Image: Flickr User - Republic of Korea |
By Shannon Tiezzi
Yun Byung-se will visit Japan to commemorate the 50th anniversary of ROK-Japan diplomatic ties.
For the first time since President Park Geun-hye took office in February 2013, South Korea’s foreign minister will visit Japan. The South Korean Ministry of Foreign Affairs (MOFA) announced on Wednesday that “Foreign Minister Yun Byung-se will visit Japan on June 21-22 to attend a reception marking the 50th anniversary of the normalization of the ROK-Japan relations… and meet with his Japanese counterpart Fumio Kishida.”
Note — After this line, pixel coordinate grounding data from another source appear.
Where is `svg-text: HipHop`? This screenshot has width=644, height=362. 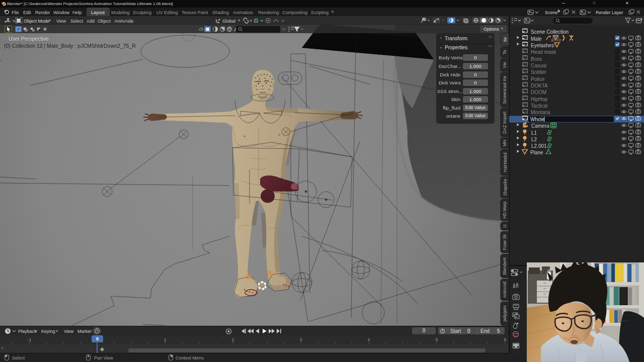 svg-text: HipHop is located at coordinates (539, 100).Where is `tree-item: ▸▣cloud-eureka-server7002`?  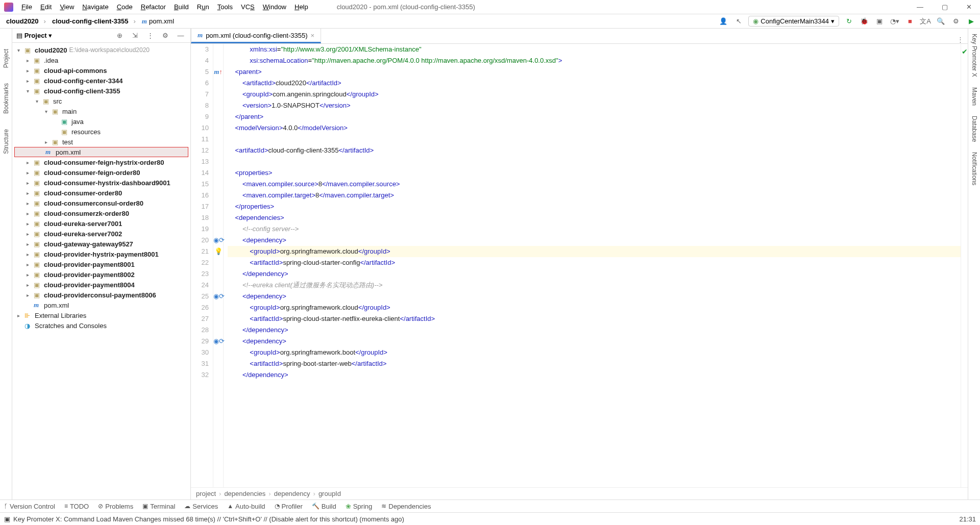
tree-item: ▸▣cloud-eureka-server7002 is located at coordinates (101, 234).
Japan-South Korea ties have been frosty for the past two years, with historical divisions and a territorial dispute driving a wedge between the two Northeast Asian neighbors. The relationship has been inching forward in past months, both on the bilateral level and trilaterally with China. Japan and South Korea restarted the “two-plus-two” dialogue between their foreign and defense ministers in April, after a five-year hiatus. China, Japan, and South Korea restarted their trilateral foreign ministers’ meeting in late March, raising hopes for a possible summit among the three countries’ leaders.
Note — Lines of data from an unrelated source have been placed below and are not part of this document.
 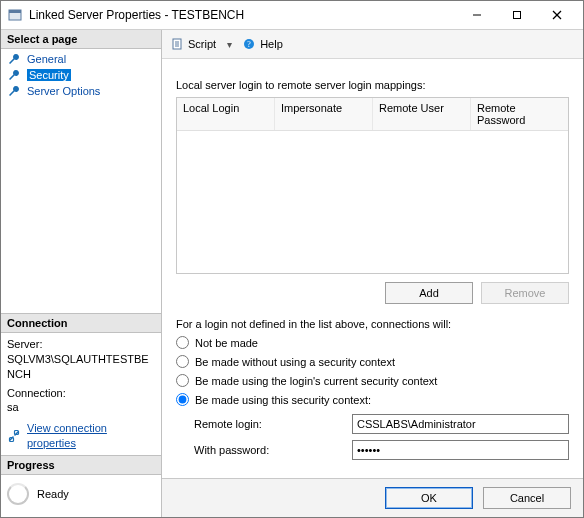 I want to click on col-impersonate: Impersonate, so click(x=324, y=114).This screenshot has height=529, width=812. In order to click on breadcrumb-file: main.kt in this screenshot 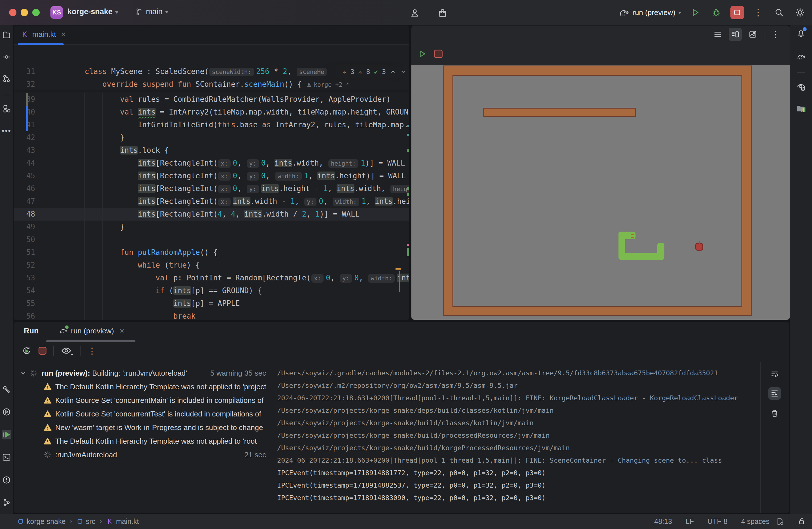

This year is a particularly interesting time for Japan-South Korea relations – it marks not only the 70th anniversary of the end of World War II (and Japanese colonial rule of Korea) but the 50th anniversary of the establishment of diplomatic ties between Japan and South Korea, which were formalized on June 22, 1965. That the former anniversary has received far more attention than the latter speaks volumes about the current state of the relationship. There were concerns in the United States, which counts Japan and South Korea as its most important Asian allies, that the June 22 anniversary would go mostly unmarked.